Gulyas on Holocaust: ‘Murderers must be named’
The people “persecuted, tortured and killed because they were Jews belonged to us, they were part of the Hungarian nation,” Gulyas said.
There is no such thing as collective guilt because “if everybody is guilty, in fact nobody is”, Gulyas said, but added that “the state however has responsibility”.
Ever since the 1989 regime change, Hungarian governments have always clearly stated their position that during the Holocaust, the Hungarian state “was not able to, and in many cases would not want to” protect its citizens, while the Hungarian authorities participated in the deportation of several hundred thousand of Hungarian Jews, Gulyas said.
He said that the heroes must also not be forgotten, people who did not look away and took risks or even sacrificed their lives while protecting Jews.
Hungary is currently one of the safest places in Europe for the Jewish community, he said.
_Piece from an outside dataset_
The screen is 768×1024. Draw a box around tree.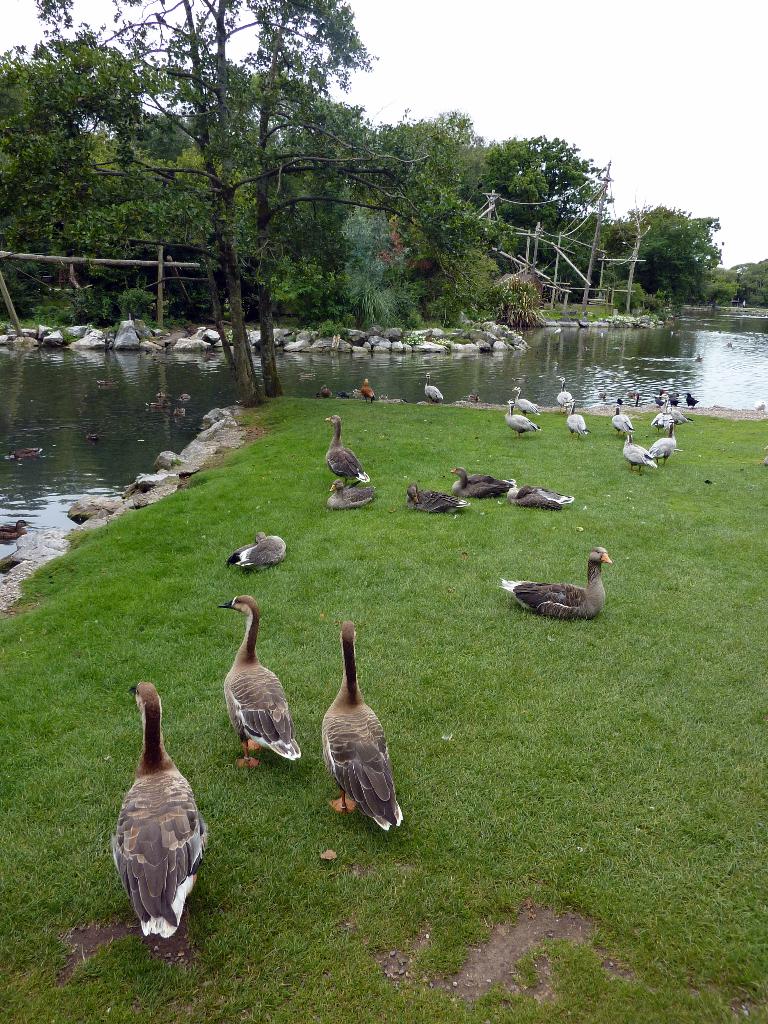
(left=640, top=183, right=735, bottom=292).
The government makes clear its stand against all forms of anti-Semitism also on international platforms and considers remembrance and the protection of the freedom of thought important, he said.
Gulyas warned about the dangers of the current era, saying that giving up on Europe’s Jewish-Christian roots and culture “poses a danger to us all”. Migration, unless going along with integration in society, threatens the Jewish community the most, he said.
French Ambassador Pascale Andreani told the commemoration that the Holocaust had been the most serious crime ever committed in human history, adding that six million people, three-quarters of Europe’s Jewish population and more than a third of the world’s Jewish population, were exterminated.
Israeli Ambassador Yacov Hadas-Handelsman said that 77 years after the Holocaust “we are still three million less” than before the start of the second world war, adding that the reason for mourning would “will stay with us forever”.
Russian Ambassador Evgeniy Stanislavov told the event that it was impossible to understand how people had been able to commit the cruelties of the Holocaust and it was equally impossible to understand that neo-Nazis were still holding marches on the streets of some modern European states. “This is why it is important to preserve the truth so that it stays with us as a lesson as well as a warning,” he said.